Microsoft® Visual Basic® Scripting Edition
MsgBox Function
 Language Reference 
Version 1 

See Also


Description
Displays a message in a dialog box, waits for the user to click a button, and returns a value indicating which button the user clicked.
Syntax
MsgBox(prompt[, buttons][, title][, helpfile, context])

The MsgBox function syntax has these arguments:

Part Description
prompt String expression displayed as the message in the dialog box. The maximum length of prompt is approximately 1024 characters, depending on the width of the characters used. If prompt consists of more than one line, you can separate the lines using a carriage return character (Chr(13)), a linefeed character (Chr(10)), or carriage return–linefeed character combination (Chr(13) & Chr(10)) between each line.
buttons Numeric expression that is the sum of values specifying the number and type of buttons to display, the icon style to use, the identity of the default button, and the modality of the message box. See Settings section for values. If omitted, the default value for buttons is 0.
title String expression displayed in the title bar of the dialog box. If you omit title, the application name is placed in the title bar.
helpfile String expression that identifies the Help file to use to provide context-sensitive Help for the dialog box. If helpfile is provided, context must also be provided. Not available on 16-bit platforms.
context Numeric expression that identifies the Help context number assigned by the Help author to the appropriate Help topic. If context is provided, helpfile must also be provided. Not available on 16-bit platforms.

Settings
The buttons argument settings are:

Constant Value Description
vbOKOnly    0 Display OK button only.
vbOKCancel    1 Display OK and Cancel buttons.
vbAbortRetryIgnore    2 Display Abort, Retry, and Ignore buttons.
vbYesNoCancel    3 Display Yes, No, and Cancel buttons.
vbYesNo    4 Display Yes and No buttons.
vbRetryCancel    5 Display Retry and Cancel buttons.
vbCritical   16 Display Critical Message icon.
vbQuestion   32 Display Warning Query icon.
vbExclamation   48 Display Warning Message icon.
vbInformation   64 Display Information Message icon.
vbDefaultButton1    0 First button is default.
vbDefaultButton2  256 Second button is default.
vbDefaultButton3  512 Third button is default.
vbDefaultButton4  768 Fourth button is default.
vbApplicationModal    0 Application modal; the user must respond to the message box before continuing work in the current application.
vbSystemModal 4096 System modal; all applications are suspended until the user responds to the message box.

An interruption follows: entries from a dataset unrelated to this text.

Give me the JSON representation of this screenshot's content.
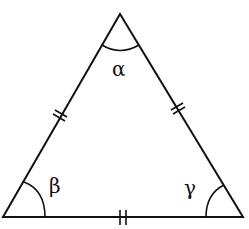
{
  "diagram": {
    "vertices": {
      "top": [
        120,
        14
      ],
      "bottom_left": [
        3,
        217
      ],
      "bottom_right": [
        243,
        217
      ]
    },
    "angles": [
      {
        "id": "alpha",
        "label": "α",
        "vertex": "top"
      },
      {
        "id": "beta",
        "label": "β",
        "vertex": "bottom_left"
      },
      {
        "id": "gamma",
        "label": "γ",
        "vertex": "bottom_right"
      }
    ],
    "sides": [
      {
        "id": "left",
        "tick_marks": 2
      },
      {
        "id": "right",
        "tick_marks": 2
      },
      {
        "id": "bottom",
        "tick_marks": 2
      }
    ],
    "stroke_color": "#111111",
    "background_color": "#ffffff"
  }
}
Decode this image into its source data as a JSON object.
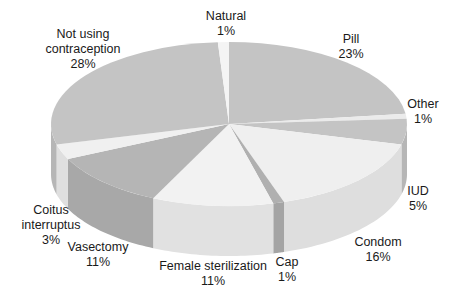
{
  "chart_data": {
    "type": "pie",
    "style": "3d-exploded-none",
    "title": "",
    "start_angle": "12 o'clock",
    "direction": "clockwise",
    "slices": [
      {
        "label": "Pill",
        "value": 23,
        "display": "23%",
        "color": "#c4c4c4"
      },
      {
        "label": "Other",
        "value": 1,
        "display": "1%",
        "color": "#ebebeb"
      },
      {
        "label": "IUD",
        "value": 5,
        "display": "5%",
        "color": "#c4c4c4"
      },
      {
        "label": "Condom",
        "value": 16,
        "display": "16%",
        "color": "#efefef"
      },
      {
        "label": "Cap",
        "value": 1,
        "display": "1%",
        "color": "#b0b0b0"
      },
      {
        "label": "Female sterilization",
        "value": 11,
        "display": "11%",
        "color": "#f2f2f2"
      },
      {
        "label": "Vasectomy",
        "value": 11,
        "display": "11%",
        "color": "#b5b5b5"
      },
      {
        "label": "Coitus interruptus",
        "value": 3,
        "display": "3%",
        "color": "#f0f0f0"
      },
      {
        "label": "Not using contraception",
        "value": 28,
        "display": "28%",
        "color": "#c4c4c4"
      },
      {
        "label": "Natural",
        "value": 1,
        "display": "1%",
        "color": "#f4f4f4"
      }
    ]
  },
  "labels": [
    {
      "key": "natural",
      "lines": [
        "Natural",
        "1%"
      ],
      "x": 226,
      "y": 9
    },
    {
      "key": "not-using",
      "lines": [
        "Not using",
        "contraception",
        "28%"
      ],
      "x": 83,
      "y": 27
    },
    {
      "key": "pill",
      "lines": [
        "Pill",
        "23%"
      ],
      "x": 351,
      "y": 32
    },
    {
      "key": "other",
      "lines": [
        "Other",
        "1%"
      ],
      "x": 423,
      "y": 97
    },
    {
      "key": "iud",
      "lines": [
        "IUD",
        "5%"
      ],
      "x": 418,
      "y": 184
    },
    {
      "key": "condom",
      "lines": [
        "Condom",
        "16%"
      ],
      "x": 378,
      "y": 235
    },
    {
      "key": "cap",
      "lines": [
        "Cap",
        "1%"
      ],
      "x": 287,
      "y": 255
    },
    {
      "key": "female-sterilization",
      "lines": [
        "Female sterilization",
        "11%"
      ],
      "x": 213,
      "y": 259
    },
    {
      "key": "vasectomy",
      "lines": [
        "Vasectomy",
        "11%"
      ],
      "x": 98,
      "y": 240
    },
    {
      "key": "coitus",
      "lines": [
        "Coitus",
        "interruptus",
        "3%"
      ],
      "x": 51,
      "y": 203
    }
  ]
}
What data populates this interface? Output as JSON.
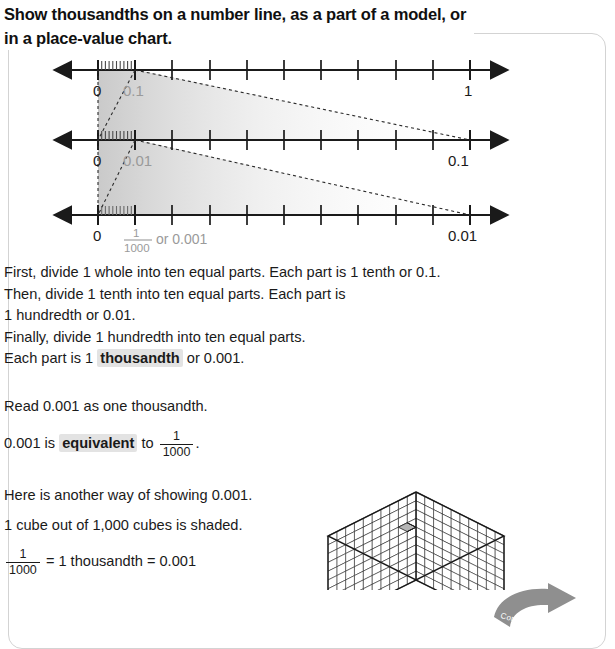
{
  "heading": "Show thousandths on a number line, as a part of a model, or in a place-value chart.",
  "numberlines": [
    {
      "name": "tenths",
      "zero_label": "0",
      "segment_label": "0.1",
      "end_label": "1",
      "major_ticks": 10,
      "minor_ticks": 10
    },
    {
      "name": "hundredths",
      "zero_label": "0",
      "segment_label": "0.01",
      "end_label": "0.1",
      "major_ticks": 10,
      "minor_ticks": 10
    },
    {
      "name": "thousandths",
      "zero_label": "0",
      "segment_numerator": "1",
      "segment_denominator": "1000",
      "segment_suffix": "or 0.001",
      "end_label": "0.01",
      "major_ticks": 10,
      "minor_ticks": 10
    }
  ],
  "body": {
    "steps": [
      "First, divide 1 whole into ten equal parts. Each part is 1 tenth or 0.1.",
      "Then, divide 1 tenth into ten equal parts. Each part is",
      "1 hundredth or 0.01.",
      "Finally, divide 1 hundredth into ten equal parts."
    ],
    "step_last_prefix": "Each part is 1 ",
    "step_last_keyword": "thousandth",
    "step_last_suffix": " or 0.001.",
    "read_line": "Read 0.001 as one thousandth.",
    "equiv_prefix": "0.001 is ",
    "equiv_keyword": "equivalent",
    "equiv_middle": " to ",
    "equiv_numerator": "1",
    "equiv_denominator": "1000",
    "equiv_suffix": ".",
    "here_line": "Here is another way of showing 0.001.",
    "cube_line": "1 cube out of 1,000 cubes is shaded.",
    "final_numerator": "1",
    "final_denominator": "1000",
    "final_rest": "= 1 thousandth = 0.001"
  },
  "cube": {
    "grid": 10,
    "shaded_count": 1,
    "shaded_fill": "#b5b5b5",
    "line_color": "#1a1a1a"
  },
  "continued": {
    "label": "Continued on next page",
    "fill": "#8f8f8f"
  },
  "colors": {
    "text": "#1a1a1a",
    "gray_label": "#9a9a9a",
    "axis": "#1a1a1a",
    "frame": "#d3d3d3",
    "highlight": "#e3e3e3"
  }
}
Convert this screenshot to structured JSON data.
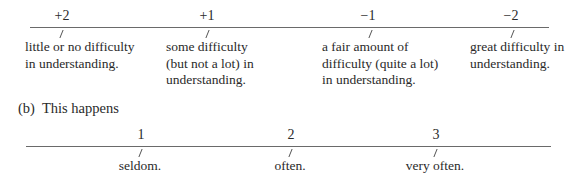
{
  "scale_a": {
    "points": [
      {
        "value": "+2",
        "lines": [
          "little or no difficulty",
          "in understanding."
        ]
      },
      {
        "value": "+1",
        "lines": [
          "some difficulty",
          "(but not a lot) in",
          "understanding."
        ]
      },
      {
        "value": "−1",
        "lines": [
          "a fair amount of",
          "difficulty (quite a lot)",
          "in understanding."
        ]
      },
      {
        "value": "−2",
        "lines": [
          "great difficulty in",
          "understanding."
        ]
      }
    ]
  },
  "scale_b": {
    "label_tag": "(b)",
    "label_text": "This happens",
    "points": [
      {
        "value": "1",
        "label": "seldom."
      },
      {
        "value": "2",
        "label": "often."
      },
      {
        "value": "3",
        "label": "very often."
      }
    ]
  }
}
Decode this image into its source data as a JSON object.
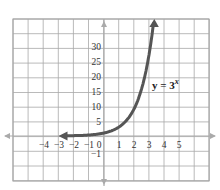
{
  "chart_data": {
    "type": "line",
    "title": "",
    "function": "y = 3^x",
    "annotation": {
      "text_base": "y = 3",
      "text_exp": "x",
      "x": 2.9,
      "y": 20
    },
    "xlabel": "",
    "ylabel": "",
    "x_tick_labels": [
      "−4",
      "−3",
      "−2",
      "−1",
      "0",
      "1",
      "2",
      "3",
      "4",
      "5"
    ],
    "x_ticks": [
      -4,
      -3,
      -2,
      -1,
      0,
      1,
      2,
      3,
      4,
      5
    ],
    "y_tick_labels": [
      "5",
      "10",
      "15",
      "20",
      "25",
      "30"
    ],
    "y_ticks": [
      5,
      10,
      15,
      20,
      25,
      30
    ],
    "y_neg_label": "−1",
    "xlim": [
      -6.1,
      7
    ],
    "ylim": [
      -15,
      38
    ],
    "grid": true,
    "series": [
      {
        "name": "y = 3^x",
        "x": [
          -3,
          -2,
          -1,
          0,
          1,
          2,
          3,
          3.3
        ],
        "y": [
          0.04,
          0.11,
          0.33,
          1,
          3,
          9,
          27,
          37.5
        ]
      }
    ],
    "colors": {
      "curve": "#555555",
      "grid": "#999999",
      "axis": "#aaaaaa"
    }
  }
}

The first group of values (0–5) describes the number and type of buttons displayed in the dialog box; the second group (16, 32, 48, 64) describes the icon style; the third group (0, 256, 512, 768) determines which button is the default; and the fourth group (0, 4096) determines the modality of the message box. When adding numbers to create a final value for the argument buttons, use only one number from each group.

Return Values
The MsgBox function has the following return values:

Constant Value Button
vbOK 1 OK
vbCancel 2 Cancel
vbAbort 3 Abort
vbRetry 4 Retry
vbIgnore 5 Ignore
vbYes 6 Yes
vbNo 7 No

Remarks
When both helpfile and context are provided, the user can press F1 to view the Help topic corresponding to the context.

If the dialog box displays a Cancel button, pressing the ESC key has the same effect as clicking Cancel. If the dialog box contains a Help button, context-sensitive Help is provided for the dialog box. However, no value is returned until one of the other buttons is clicked.

The following example uses the MsgBox function to display a message box and return a value describing which button was clicked:

Dim MyVar
MyVar = MsgBox ("Hello World!", 65, "MsgBox Example") ' MyVar contains either 1 or 2,  
                                                      ' depending on which button is 
                                                      ' clicked.